[STS-Africa] EASST 4S CfP: Materiality, Knowledges, Inequalities: Multiplicity and Sovereignty in a Post_Colonial World

Uli Beisel uli.beisel at gmail.com
Tue Jan 21 11:26:53 SAST 2020


We welcome submissions to our session entitled "Materiality, Knowledges, 
Inequalities: Multiplicity and Sovereignty in a Post_Colonial World" at 
the upcoming EASST/4S conference in Prague August 18-21 2020 and share 
with anyone potentially interested.

Deadline for abstract submission: 20 February 2020, please submit 
through the 4S/EASST conference website: 
https://www.easst4s2020prague.org/call-for-papers-and-panels/ Our 
session is Open Panel number 108.

Contact Uli Beisel (uli.beisel at uni-bayreuth.de) or Katharina Schramm 
(katharina.schramm at uni-bayreuth.de) if you have any questions.


        Materiality, Knowledges, Inequalities: Multiplicity and
        Sovereignty in a Post_Colonial World

The concept of multiplicity has gained traction in STS over the last 
decade. This has allowed for analyses of contingent relations rather 
than discrete objects. It has also brought topological inquiries of 
knowledge-making practices and infrastructures to the fore. The repeated 
emphasis on complexities beyond plurality has focused our analytical 
attention on multi-directional processes of relating, such as 
co-existence, ambivalence, but also rejection and failure. However, 
regulatory and epistemic practices are bound to institutions and 
infrastructures, i.e. they are materially grounded, highly contested and 
unequally distributed.
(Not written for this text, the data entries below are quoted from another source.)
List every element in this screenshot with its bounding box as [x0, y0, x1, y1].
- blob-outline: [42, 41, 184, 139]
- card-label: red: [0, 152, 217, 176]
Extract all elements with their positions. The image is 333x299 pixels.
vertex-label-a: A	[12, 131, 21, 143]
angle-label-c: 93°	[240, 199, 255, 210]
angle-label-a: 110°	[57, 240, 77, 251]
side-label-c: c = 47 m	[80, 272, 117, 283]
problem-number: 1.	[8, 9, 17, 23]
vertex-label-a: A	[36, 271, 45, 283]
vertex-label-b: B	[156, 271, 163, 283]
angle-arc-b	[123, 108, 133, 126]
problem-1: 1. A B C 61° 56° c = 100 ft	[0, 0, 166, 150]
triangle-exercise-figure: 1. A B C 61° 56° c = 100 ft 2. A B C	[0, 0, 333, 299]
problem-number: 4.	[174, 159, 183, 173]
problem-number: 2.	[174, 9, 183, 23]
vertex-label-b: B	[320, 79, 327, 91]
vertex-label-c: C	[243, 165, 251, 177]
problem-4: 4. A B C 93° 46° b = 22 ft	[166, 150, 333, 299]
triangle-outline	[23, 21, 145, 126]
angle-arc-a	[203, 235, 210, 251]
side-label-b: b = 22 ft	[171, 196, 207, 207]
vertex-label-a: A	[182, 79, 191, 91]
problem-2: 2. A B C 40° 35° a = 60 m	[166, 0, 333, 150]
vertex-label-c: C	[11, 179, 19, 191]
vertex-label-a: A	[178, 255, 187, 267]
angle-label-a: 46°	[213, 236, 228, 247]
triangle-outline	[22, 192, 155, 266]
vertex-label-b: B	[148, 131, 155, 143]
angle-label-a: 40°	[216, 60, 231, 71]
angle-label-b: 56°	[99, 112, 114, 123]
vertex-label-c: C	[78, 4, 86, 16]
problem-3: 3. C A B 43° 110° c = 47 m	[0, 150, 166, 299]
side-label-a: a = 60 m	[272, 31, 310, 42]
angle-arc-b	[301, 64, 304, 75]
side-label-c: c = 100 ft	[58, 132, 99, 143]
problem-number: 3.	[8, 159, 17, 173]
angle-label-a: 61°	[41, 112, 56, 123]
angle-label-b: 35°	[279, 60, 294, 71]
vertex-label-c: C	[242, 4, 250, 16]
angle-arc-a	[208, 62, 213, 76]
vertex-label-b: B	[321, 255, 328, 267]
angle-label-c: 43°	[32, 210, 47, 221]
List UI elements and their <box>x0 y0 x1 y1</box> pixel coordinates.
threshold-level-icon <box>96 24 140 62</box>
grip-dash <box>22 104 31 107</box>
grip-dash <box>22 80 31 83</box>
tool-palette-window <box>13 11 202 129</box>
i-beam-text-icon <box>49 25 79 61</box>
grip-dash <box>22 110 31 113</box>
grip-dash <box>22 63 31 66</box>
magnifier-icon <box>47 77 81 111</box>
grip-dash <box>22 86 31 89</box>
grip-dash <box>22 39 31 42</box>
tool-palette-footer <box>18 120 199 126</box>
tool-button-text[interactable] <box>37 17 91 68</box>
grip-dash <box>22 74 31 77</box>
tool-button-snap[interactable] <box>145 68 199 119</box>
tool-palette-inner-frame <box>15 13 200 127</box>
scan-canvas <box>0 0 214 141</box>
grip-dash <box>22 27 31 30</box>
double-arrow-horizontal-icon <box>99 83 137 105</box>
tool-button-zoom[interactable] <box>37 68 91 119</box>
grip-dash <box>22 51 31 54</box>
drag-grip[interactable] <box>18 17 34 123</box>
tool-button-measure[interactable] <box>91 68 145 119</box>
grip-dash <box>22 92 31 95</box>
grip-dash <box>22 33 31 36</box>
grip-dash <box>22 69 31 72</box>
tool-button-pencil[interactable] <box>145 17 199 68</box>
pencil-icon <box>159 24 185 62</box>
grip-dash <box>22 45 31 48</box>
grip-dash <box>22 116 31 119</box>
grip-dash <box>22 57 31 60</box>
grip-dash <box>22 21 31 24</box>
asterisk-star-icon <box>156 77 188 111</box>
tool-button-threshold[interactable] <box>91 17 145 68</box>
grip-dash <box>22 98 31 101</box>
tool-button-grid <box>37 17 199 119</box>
Inequalities are not only spatially inscribed on 
a global scale, but also temporally layered through past injustice and 
lasting legacies of colonialism and imperialism. Recognizing this, the 
panel asks how we can conceptualize the tensions between multiplicity 
and sovereignty as they emerge in recent debates around scientific 
specimens and technological infrastructures. Instead of dissolving the 
tension, we seek to take it as a starting point for a critical analysis 
of global knowledge circulations. We are interested in papers that trace 
the historical and spatial circulation and political traction of 
epistemic and material objects - from colonial human remains to blood, 
tissue and DNA-samples; from global waste to ethnographic collections. 
What is at stake and how can we move from here?